Plenary Speakers

Distinguished Professor of Mathematics and Mechanical and Aerospace Engineering

Department of Mathematics & California NanoSystems Institute

University of California Los Angeles


Associate Professor

Yale University


COVID-19 transmission models in the real world: models, data, and public policy

Simple mathematical models of COVID-19 transmission gained prominence in the early days of the pandemic. These models provided researchers and policymakers with qualitative insight into the dynamics of transmission and quantitative predictions of disease incidence. More sophisticated models incorporated new information about the natural history of COVID-19 disease and the interaction of infected individuals with the healthcare system, to predict diagnosed cases, hospitalization, ventilator usage, and death. Models also provided intuition for discussions about outbreaks, vaccination, and the effects of non-pharmaceutical interventions like social distancing guidelines and stay-at-home orders. But as the pandemic progressed, complex real-world interventions took effect, people everywhere changed their behavior, and the usefulness of simple mathematical models of COVID-19 transmission diminished. This challenge forced researchers (including me and my colleagues) to think more broadly about empirical data sources that could help predictive models regain their utility for guiding public policy. In this presentation, I will describe my view of the successes and failures of population-level transmission models in the context of the COVID-19 pandemic. I will outline the evolution of a project to predict COVID-19 incidence in the state of Connecticut, from development of a transmission model to engagement with public health policymakers and initiation of a new data collection effort. In particular, I will argue that a new data source -- passive measurement of close interpersonal contact via mobile device location data -- is a promising way to overcome many of the shortcomings of traditional transmission models. I conclude with a summary of the impact this work has had on the COVID-19 response in Connecticut and beyond.

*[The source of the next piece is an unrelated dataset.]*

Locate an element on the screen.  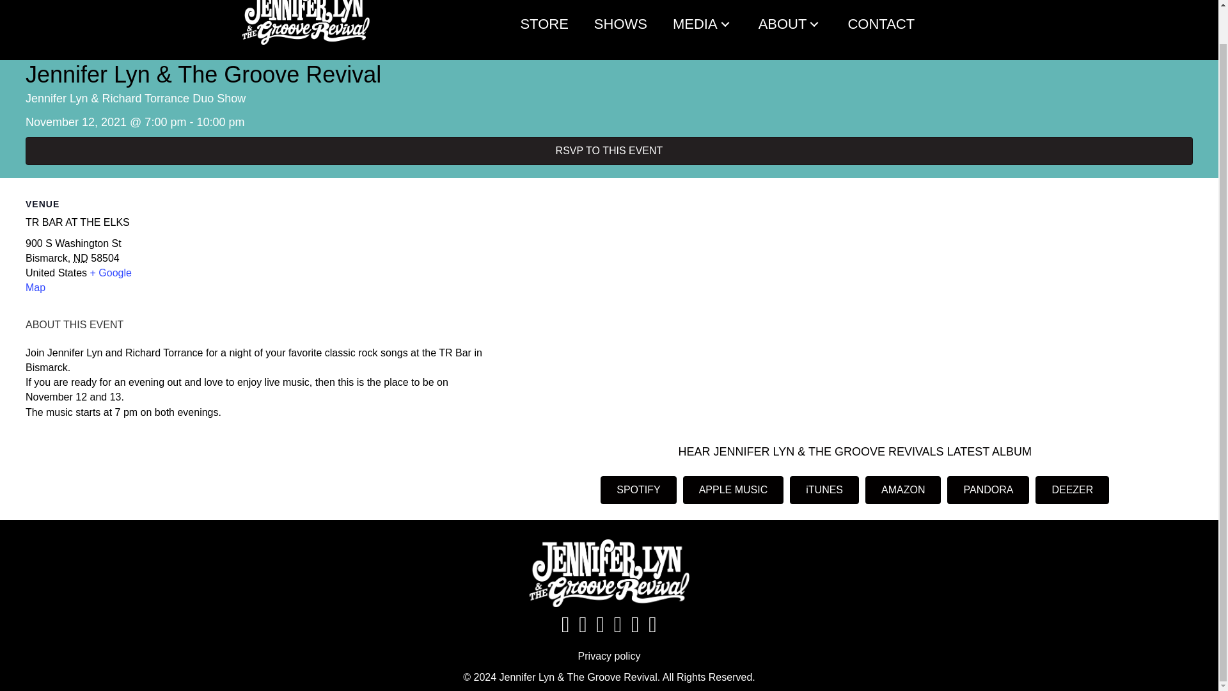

Bio: Forrest W. Crawford is an Associate Professor of Biostatistics, Statistics & Data Science, Operations, and Ecology & Evolutionary Biology at Yale University. He is affiliated with the Center for Interdisciplinary Research on AIDS, the Institute for Network Science, the Computational Biology and Bioinformatics Program, and the Public Health Modeling Concentration. His research focuses on mathematical and statistical problems related to discrete structures and stochastic processes in epidemiology, public health, biomedicine, and social science. He received the NIH Director's New Innovator Award in 2016.


Chief of the Biostatistics Research Branch

National Institute of Allergy and Infectious Diseases (NIAID)


Statistical Aspects of COVID-19 Vaccine Trials

Operation Warp Speed (OWS) is the US government program to evaluate COVID-19 vaccine clinical trials with six different trials launched or planned. The speed, complexity, and scrutiny of the trials in our charged political environment and during a global pandemic is unprecedented. Multiple aspects of the trial require quickly yet carefully crafted statistical approaches for design, monitoring, and analysis. In this talk we give a brief overview of the OWS landscape, discussion the basic structure of vaccine clinical trials, and then provide a more in-depth workup of selected topics including monitoring for vaccine induced enhanced disease, correlating vaccine induced immune response to prevention of disease, and the consequences of a successful vaccine on the conduct of ongoing placebo-controlled trials.